At the National Gallery, a Pig-Out on Impressionism
B"uhrle collection records artists' turning points
WASHINGTON
LIKE some black-robed judge of beauty, the great Swiss collector Emil B"uhrle (1890-1956) had a place in his home where he ruled on whether a painting would be admitted to his collection. It was a broad shelf in his library known as ``the bench of the accused,'' and some works which he initially disliked or was unsure of received intense scrutiny there before he decided to buy. There is no way to tell when visiting ``The Passionate Eye: Impressionist and Other Master Paintings from the E.G. B"uhrle Collection,'' at the National Gallery, which were the ``accused'' paintings. But each viewer might have his own ``bench of the accused.'' For there is tough eye behind this formidable and stunning grouping of 85 paintings from one of the legendary private collections of the 20th century. The exhibition will be on view at the gallery, its only United States stop, until July 15; then it travels to Canada, Japan, and England.
``E.G. B"uhrle is someone whose eye was so sensitive, so extraordinarily tuned!'' says National Gallery Director J. Carter Brown. He was ``willing to take risks and buy tough, challenging pictures.'' Mr. Carter Brown points out that B"uhrle began collecting back in the 1920s and '30s, ``before so many of these artists became canonized.''
In an accompanying catalog, B"uhrle expert Margrit Hahnloser-Ingold notes that the German-born B"uhrle was a student of art history turned industrialist and art collector. This show is a centennial tribute to B"uhrle, who acquired the majority of his works in just 20 years, between 1936 and '56. Almost a compulsive collector, he sometimes bought paintings by the dozen, like rolls.
Charles Moffett, the gallery's senior curator of paintings, says, ``These pictures were chosen with extraordinary intellectual rigor. ... They are often pictures on which the artist's oeuvre or work turned. They are extraordinary moments in each artist's career.''
Singling out some of the paintings, Moffett speaks of ``a group of absolutely astonishing C'ezannes'': ``Mont St. Victoire, 1904-1906,'' ``The Boy in the Red Vest,'' ``Wheat Field with Cypresses,'' and ``Self-Portrait with Palette.'' He also points out the ``divine high-Impressionist pictures - mainly Renoirs, Monets, Sisleys, Pissarros....'' And he notes that Van Gogh's ``The Sower,'' is one of that painter's most ``extraordinary images,'' one that draws people ``like a magnet.''
``The Sower'' is a compulsively beautiful picture, in which the purple silhouette of the sower is topped by a gold disc of sun floating near the horizon, the land violet, brown and green furrows, the sky an acrid lemon-lime, with an auburn tree leaning diagonally.
The rigor of B"uhrle's judgment as a collector can also be seen in some of the less lovable paintings he chose, often atypical of the artist: like Edouard Manet's bloody ``The Suicide,'' seen dead on a bed with pistol in hand, and Eugene Delacroix's self-explanatory ``A Turkish Officer Killed in the Mountains,'' and his ``The Death of Hassan.''
This exhibition, whittled down from the more than 300 works B"uhrle collected during his lifetime, also includes such masterpieces as Francisco Goya's ``Procession in Valencia,'' Canaletto's ``The Grand Canal,'' and Franz Hals's ``Portrait of a Man.''
Mrs. Hortense Anda-B"uhrle, the collector's daughter and president of the Foundation Emil G. B"uhrle Collection, noted at the opening that, after this world tour, the collection will be retired from international lending and shown only at the foundation's home in Zurich.
``The Passionate Eye: Impressionist and Other Master Paintings from the E.G. B"uhrle Collection'' will travel to the Montreal Museum of Fine Arts Aug. 3-Oct. 14; the Yokohama Museum of Art in Japan, Nov. 2-Jan. 13, 1991; and the Royal Academy of Arts in London, Feb. 1-April 14, 1991.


■ YOUR GOAL:
Your answer must be an exact copy of the entries below, with every picture removed.

┄┄┄┄┄┄┄┄┄┄

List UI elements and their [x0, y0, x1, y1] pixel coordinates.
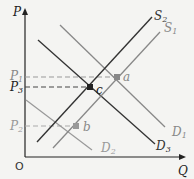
- curve-label-d3: D3: [155, 139, 171, 154]
- point-a-label: a: [123, 70, 130, 84]
- curve-s2: [37, 17, 152, 142]
- axes: [22, 8, 186, 160]
- price-guides: [25, 77, 117, 126]
- origin-label: O: [15, 160, 24, 173]
- curve-d1: [60, 25, 165, 127]
- curve-s1: [53, 32, 160, 148]
- y-axis-arrow-icon: [22, 8, 28, 15]
- point-b-marker: [73, 123, 79, 129]
- point-c-marker: [87, 84, 93, 90]
- curve-label-d1: D1: [171, 125, 187, 140]
- y-axis-label: P: [12, 5, 22, 19]
- point-b-label: b: [83, 120, 91, 134]
- curve-label-d2: D2: [100, 141, 116, 156]
- point-a-marker: [114, 74, 120, 80]
- supply-demand-diagram: P Q O a b c P1 P3 P2 S2 S1 D1 D2 D3: [0, 0, 194, 179]
- curve-label-s1: S1: [164, 21, 177, 36]
- x-axis-label: Q: [178, 164, 188, 178]
- point-c-label: c: [96, 83, 103, 97]
- price-label-p2: P2: [9, 119, 23, 134]
- x-axis-arrow-icon: [179, 154, 186, 160]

┄┄┄┄┄┄┄┄┄┄

■ ANSWER BOX:
List UI elements and their [x0, y0, x1, y1] pixel coordinates.
- curve-label-d3: D3: [155, 139, 171, 154]
- point-a-label: a: [123, 70, 130, 84]
- curve-s2: [37, 17, 152, 142]
- axes: [22, 8, 186, 160]
- price-guides: [25, 77, 117, 126]
- origin-label: O: [15, 160, 24, 173]
- curve-d1: [60, 25, 165, 127]
- curve-s1: [53, 32, 160, 148]
- y-axis-arrow-icon: [22, 8, 28, 15]
- point-b-marker: [73, 123, 79, 129]
- point-c-marker: [87, 84, 93, 90]
- curve-label-d1: D1: [171, 125, 187, 140]
- y-axis-label: P: [12, 5, 22, 19]
- point-b-label: b: [83, 120, 91, 134]
- curve-label-d2: D2: [100, 141, 116, 156]
- point-a-marker: [114, 74, 120, 80]
- supply-demand-diagram: P Q O a b c P1 P3 P2 S2 S1 D1 D2 D3: [0, 0, 194, 179]
- curve-label-s1: S1: [164, 21, 177, 36]
- x-axis-label: Q: [178, 164, 188, 178]
- point-c-label: c: [96, 83, 103, 97]
- price-label-p2: P2: [9, 119, 23, 134]
- x-axis-arrow-icon: [179, 154, 186, 160]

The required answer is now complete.